This section is from the book "The Book Of Camp-Lore And Woodcraft", by Dan Beard. Also available from Amazon: The Book of Camp-Lore and Woodcraft.
The slow match or punk rope to fit in the brass cylinder may be made of candle wick or coach wick purchased at the hardware store; such wick is about three-eighths of an inch in diameter. Scout Commissioner John H. Chase of Youngstown, Ohio, suggests that the rope may be made from the wastes of a machine shop or a garage; but one of the best woodsmen I know is Mr. Frederick K. Vreeland, and he uses the apparatus shown by Fig. 34, which is made of the yellow fuse rope, or punk rope, which may be purchased at cigar stores. He fastens a cork in one end of the rope by a wire, he pulls the other end of the rope through the end of the brass cartridge shell which has been filed off for that purpose. The end of the fuse rope must be charred, so as to catch the spark. To get the spark he takes the back of the blade of his knife (Fig. 35), and strikes the bit of flint as you would with flint and steel, holding the charred end of the punk against the flint, as shown by the diagram (Fig. 29). Loose cotton and various vegetable fibers twisted into a rope soaked in water and gunpowder will make good punk when dry.

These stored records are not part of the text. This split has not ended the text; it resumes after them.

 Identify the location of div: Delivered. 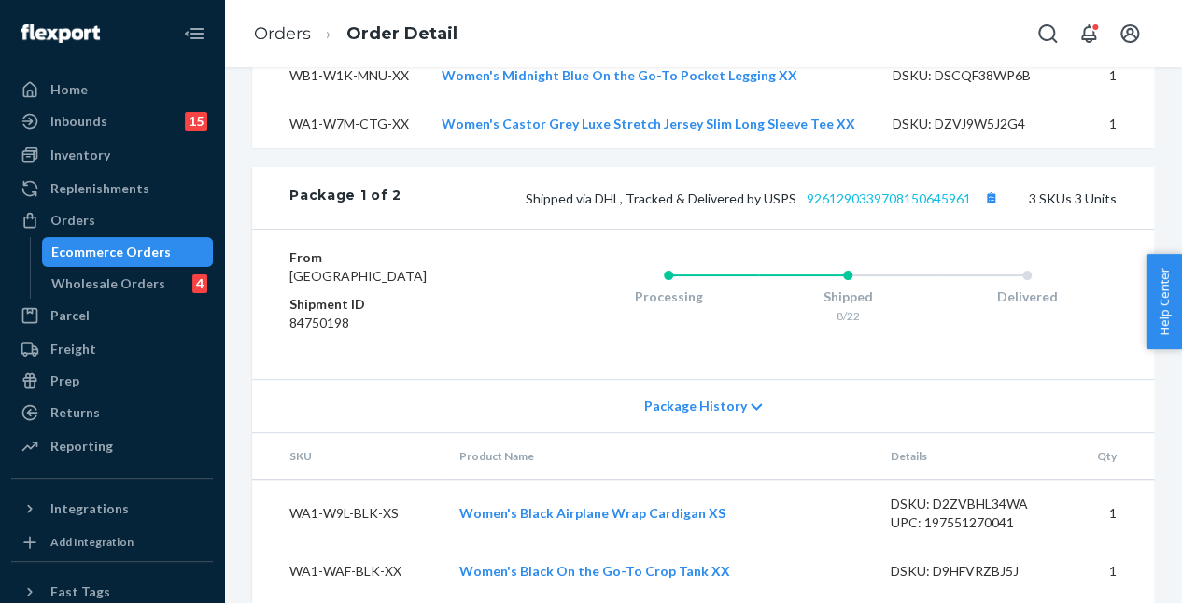
(1027, 297).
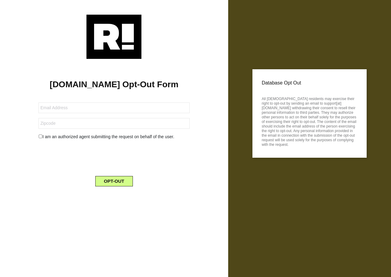 This screenshot has width=391, height=277. What do you see at coordinates (114, 108) in the screenshot?
I see `input: Email Address` at bounding box center [114, 108].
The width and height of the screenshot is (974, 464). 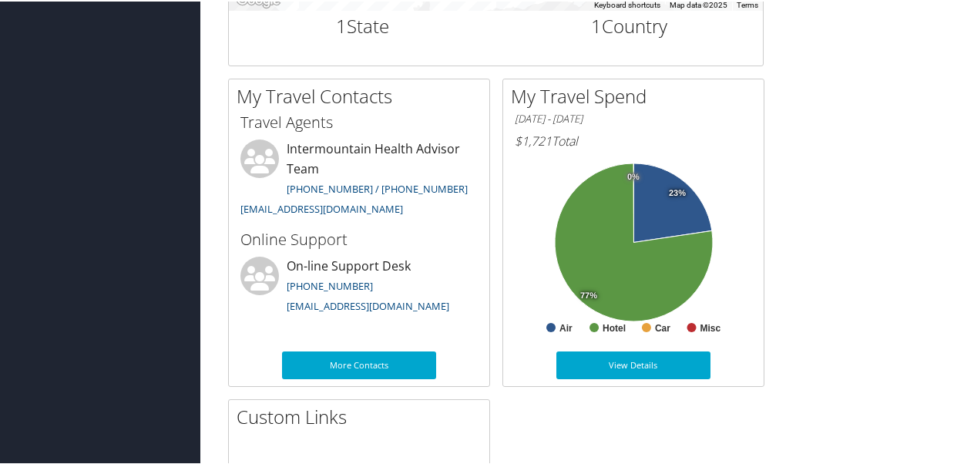 I want to click on tspan: 77%, so click(x=589, y=294).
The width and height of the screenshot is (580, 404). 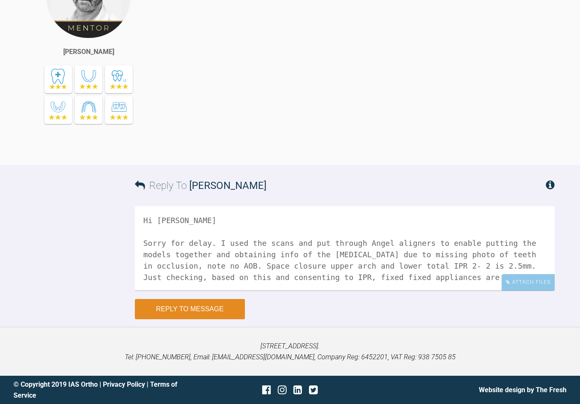 What do you see at coordinates (201, 186) in the screenshot?
I see `h3: Reply To` at bounding box center [201, 186].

Place the charred end of the rope on the flint, the charred portion about one thirty-second of an inch back of the edge of the flint where the latter is to be struck by the steel; hold the punk in place with the thumb of the left hand, as in the diagram (Fig. 29). Hold the knife about six inches above at an angle of about forty-five degrees from the flint, turn your knife so that the edge of the back of the blade will strike, then come down at an angle about thirty-five degrees with a sharp scraping blow. This should send the spark into the punk at the first or second blow. Now blow the punk until it is all aglow and you are ready to set your tinder afire. Push the punk into the middle of a handful of tinder and blow it until it is aflame, and the deed is done!
All these pocket contrivances for striking fire were formerly known as "striker-lights" or "chucknucks."